The 24-year-old Monterey County man’s remains will be buried at Mission Memorial Park in Seaside on September 11 for a public funeral service, U.S. Navy officials said. Sailors from Navy Reserve Center San Jose will provide full military honors for Petty Officer Mitts.
Mitts, U.S. Navy Aviation Radioman First Class, was killed on September 10, 1944 while his crew was flying over enemy military targets on the Palau Islands, according to the Defense POW/MIA Accounting Agency (DPAA).
He was assigned to Navy Torpedo Squadron 20, USS Enterprise. He was a crewman on a TBM-1 Avenger aircraft when it was struck by enemy anti-aircraft fire, and crashed into the ocean.

“TBM-1 Avenger with a crew of three took off from the USS Enterprise for a strike mission against Japanese forces in the Palau Islands. The plane was last seen spinning violently before crashing into the water a few hundred feet from Malakal Island. All three members of the crew were lost in the incident,” DPAA wrote.
In the years following the war, Mitts’ remains were not recovered. For decades, he was memorialized on the Walls of the Missing at the Manila American Cemetery in the Philippines.

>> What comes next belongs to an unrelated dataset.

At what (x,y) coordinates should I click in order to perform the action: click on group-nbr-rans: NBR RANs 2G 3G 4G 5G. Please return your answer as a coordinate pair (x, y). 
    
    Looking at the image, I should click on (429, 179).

“While initial efforts to locate Mitts and his crewmembers were not successful, the effort to find
them never stopped,” DPAA wrote.
Following the war, the American Graves Registration Service, an organization that searches for and recovers fallen American military members, conducted exhaustive searches of battle areas and crash sites in Palau in 1947. Investigators could not find any evidence of Mitts or his aircraft.

In September 2021, Project Recover, a nonprofit organization that searches for missing Americans, found human remains and material evidence. Remains were sent to the DPAA laboratory at Joint Base Pearl Harbor-Hickam Hawaii for analysis. Scientists from the DPAA and Armed Forces Medical Examiner System used dental and mitochondrial DNA analysis.
Earlier this year, the Defense POW/MIA Accounting Agency officially confirmed that the remains were identified as Mitts.
At 12:30 p.m. Thursday, a hearse carrying Petty Officer Mitts will be escorted to Mission Memorial Park by the California Highway Patrol, Seaside Police Department, Morgan Hill Police Department, Gilroy fire and police departments, Santa Clara County Sherriff’s Office, and San Jose Police Department.
The following escort route will be used:
101 South to Exit 390 (CA 87 South)
CA-87 South to left exit 1A (CA 85 South Gilroy)
CA-85 South Gilroy to exit 1A (CA 101 South Los Angeles)
CA 101 South Los Angeles to exit 336 (CA-156 West Monterey Peninsula)
CA-156 West Monterey Peninsula to CA-1 South to exit 404 (Freemont Blvd)
Freemont Blvd to Ord Grove Ave. left to Ord Grove Ave.